Many of the issues plaguing Health Minister Andrew Little - a stern, practical man for whom mental health reforms might not be front of mind, given his enormous mandate to restructure the entire health system and a little thing called Covid-19 - are inherited from his predecessor David Clark. Under Clark, who resigned after bumbling his way through a couple of Covid-19 faux pas, the ministry dithered about doing much until the inquiry reported back, wasting almost a year, time in which incentives for increasing the workforce could have been rolled out (such as free post-grad study for those wanting to be psychologists). After the inquiry released its report, the government pursued a few of its recommendations, focusing on a mix of bureaucratic reforms like setting up the Suicide Prevention Office and establishing new primary care services while largely ignoring more complicated areas. There was also the historic, 2019 “Wellbeing” budget. This included record funding but also obvious holes regarding specialist care which have come back to bite us.
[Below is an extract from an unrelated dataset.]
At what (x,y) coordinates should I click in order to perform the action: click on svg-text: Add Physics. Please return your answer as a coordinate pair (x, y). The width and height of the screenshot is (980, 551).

You can’t measure transformation against nothing. Doing things differently means actually doing things differently and then comparing results against the history provided in reports like these.

It’s a tough portfolio. Getting up to speed with all the varying opinions and feuds is hard at any time, let alone during a pandemic. But that doesn’t excuse Little’s antagonistic reaction to critics of the Government’s mental health response. He has derided stakeholder reactions as conspiratorial thinking. Nor does it excuse his ministry’s breezy dismissal that the changes to the annual monitoring report are fine because the report wasn’t a legal requirement anyway — neither are updates on vaccination numbers, but it benefits the public to provide them.
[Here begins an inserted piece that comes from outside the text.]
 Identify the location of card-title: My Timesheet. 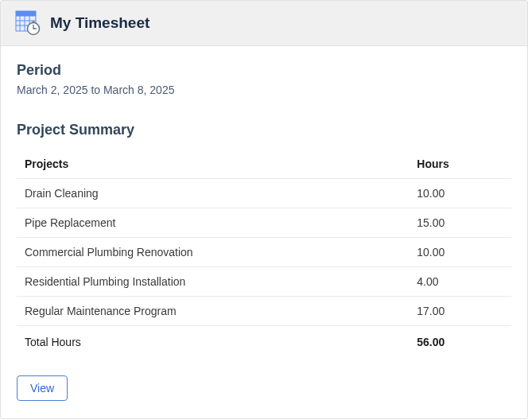
(100, 23).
The mental health and addiction directorate, which Bloomfield established, doesn’t seem to care about the uproar. In their weekly self-promoting email update, its Deputy Director-General, Toni Gutschlag, went as far as to suggest the transformation needed in the New Zealand mental health system was the very reason the information was removed

The good news for Little is the answer is simple. Ask for an updated version of the report, with Crawshaw’s usual analysis. Tell staff the report needs to have the same information going forward as it always had (not hard, since staff were clearly fighting for this to happen anyway). Ideally, take on Green MP Chlöe Swarbrick’s suggestion that the reporting should be made a statutory requirement (how depressing that the mental health directorate top dogs are operating in such bad faith that it has come to this). You can’t measure transformation against nothing. Doing things differently means actually doing things differently and then comparing results against the history provided in reports like these.

Less simple, Little might want to inspect (please, not another review!) the risk-averse, redaction-happy leadership of the directorate, particularly those appointed when the ministry was charged with implementing the inquiry recommendations (although one, Robyn Shearer, has since moved on to another high-powered ministry role outside mental health. She was largely behind the report omissions).
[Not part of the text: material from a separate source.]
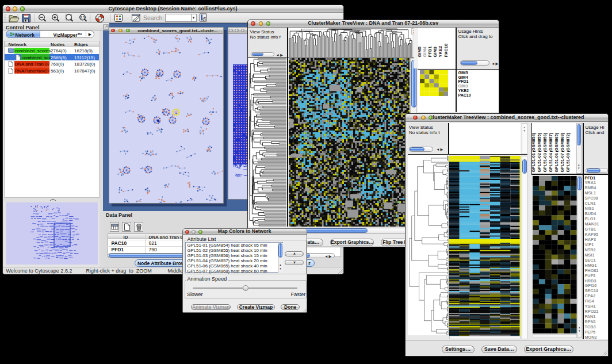 Image resolution: width=612 pixels, height=364 pixels. What do you see at coordinates (154, 18) in the screenshot?
I see `svg-text: Search:` at bounding box center [154, 18].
He might also want to look more closely into the additions to the bureaucratic mental health buffet, such as the Suicide Prevention Office and the Mental Health Commission. Labour has created a bunch of new government roles, countering a previous and seminal  inquiry in the 1990s. In that 1996 inquiry, Ken Mason, who led the inquiry, actually recommended a sunset clause for what would go on to become the first Mental Health Commission, arguing that the group would “stay truer to its intentions” if it did not become “part of the organisational furniture within government”.

The bungling of this report proves why he was right.